Eastern Promises finds Mortensen playing Nikolai Luzhin, a Russian ex-con tattooed from head to toe with elaborate designs detailing his every misdeed and prison stint. He puts out lit cigarettes on his tongue, can fight to the death while naked and has a knack for snipping the extremities off corpses to make them more portable.
So it's a little underwhelming when Mortensen walks in and starts bustling around, brewing up a pot of herbal tea and assembling a lovely plate of fresh berries. He and Cronenberg banter like a pair of spouses, which the white-haired director says is pretty close to the truth.
"I love Viggo - it really is a collaboration," Cronenberg says. "It's like a marriage. You might see two people together and not understand why they are, but they know. We know. We feel we can get the best out of each other."
Of course, the question of what this director considers "the best" is a hazy one. His movies are known for probing the darker, often gorier sides of the human psyche - Jeff Goldblum's transformation into an oozing human bug in 1986's The Fly, Jeremy Irons' off-the-rails twin gynaecologists in 1988's Dead Ringers and James Spader's car-wreck fetishist in Crash.
He's got a flair for the gut-wrenching and the visceral and, like it or not, images from his movies tend to linger in your head long after you've left the theater.
This time around, the scene that will have everyone talking is the Russian bathhouse fight, in which Nikolai is attacked by two leather-clad, knife-wielding thugs - while he's sweating it out in the sauna with only a towel slung over his shoulders.
"As we started to work the scene out, Viggo said, 'Obviously, I have to do this naked, because that's what would happen,'" Cronenberg recalls. "He was aware that if I had to worry about how to shoot it - about not showing any nudity, or anything from the waist down - it would be incredibly restrictive. It would, in fact, be the antithesis of what I wanted do in that scene, which is to have it flow so you could see the actual physicality of it."
"That's the thing I liked about the way David shot that scene," says Mortensen. "Everything that happens is necessary and practical. There's no wasted, fancy moves just to call attention."

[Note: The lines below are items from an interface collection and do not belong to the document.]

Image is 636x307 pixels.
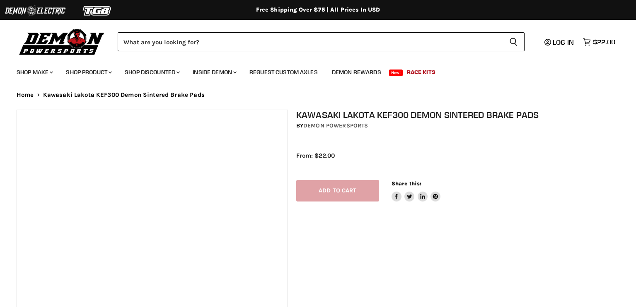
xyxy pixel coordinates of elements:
img: Demon Powersports [17,27,107,56]
img: TGB Logo 2 [66,3,128,19]
span: From: $22.00 [296,152,335,160]
a: Demon Powersports [303,122,368,129]
span: $22.00 [593,38,615,46]
button: Search [503,32,524,51]
a: Home [17,92,34,99]
a: Shop Discounted [118,64,185,81]
a: Request Custom Axles [243,64,324,81]
a: Race Kits [401,64,442,81]
span: New! [389,70,403,76]
input: Search [118,32,503,51]
span: Kawasaki Lakota KEF300 Demon Sintered Brake Pads [43,92,205,99]
aside: Share this: [392,180,441,202]
span: Log in [553,38,574,46]
a: Log in [541,39,579,46]
span: Share this: [392,181,421,187]
ul: Main menu [10,60,613,81]
a: Demon Rewards [326,64,387,81]
a: Inside Demon [186,64,242,81]
h1: Kawasaki Lakota KEF300 Demon Sintered Brake Pads [296,110,628,120]
img: Demon Electric Logo 2 [4,3,66,19]
a: $22.00 [579,36,619,48]
a: Shop Product [60,64,117,81]
form: Product [118,32,524,51]
div: by [296,121,628,131]
a: Shop Make [10,64,58,81]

"Killing someone with a knife or a blade is a weirdly intimate, almost erotic thing," the director muses. "And if the knives are really short, it's even more so. You have to get very close to do something like that."
The link between violence and sex is one Cronenberg also explored in A History of Violence, in which Mortensen's character, a mild-mannered family man, is discovered to have a hidden past as a highly skilled killer. But despite the surface links between the two, Cronenberg says they're not intended to be companion pieces.
Eastern Promises does, however, contain the fascination with body imagery that runs through all Cronenberg films. Both director and star did extensive research on the tattoos that would tell Nikolai's story, determining whether he'd be allowed into the London branch of the Vory v Zakone, a Russian mafia brotherhood.
"In prison," Mortensen explains, "they'd be checking out the tattoos to see if you actually earned what you're wearing. And if they find out you didn't, they'll say, 'That tattoo on your arm, you didn't earn that - we'll give you an hour to get rid of it.' So you're either going to have to cut it out or burn it off. And if you don't, they'll come back and beat you nearly to death, and then do it for you."
Yeesh. Clearly, he's got a good grasp of the kind of detail that makes Cronenberg sit up and take notice. In fact, the director says, he didn't even need to dictate prep work for his actor - Mortensen just knew. "I phoned him and I said, 'I'm reading this new translation of Dostoevsky's The Possessed, I think you should read it," says the director. "And he said 'I just finished it' - that same translation!"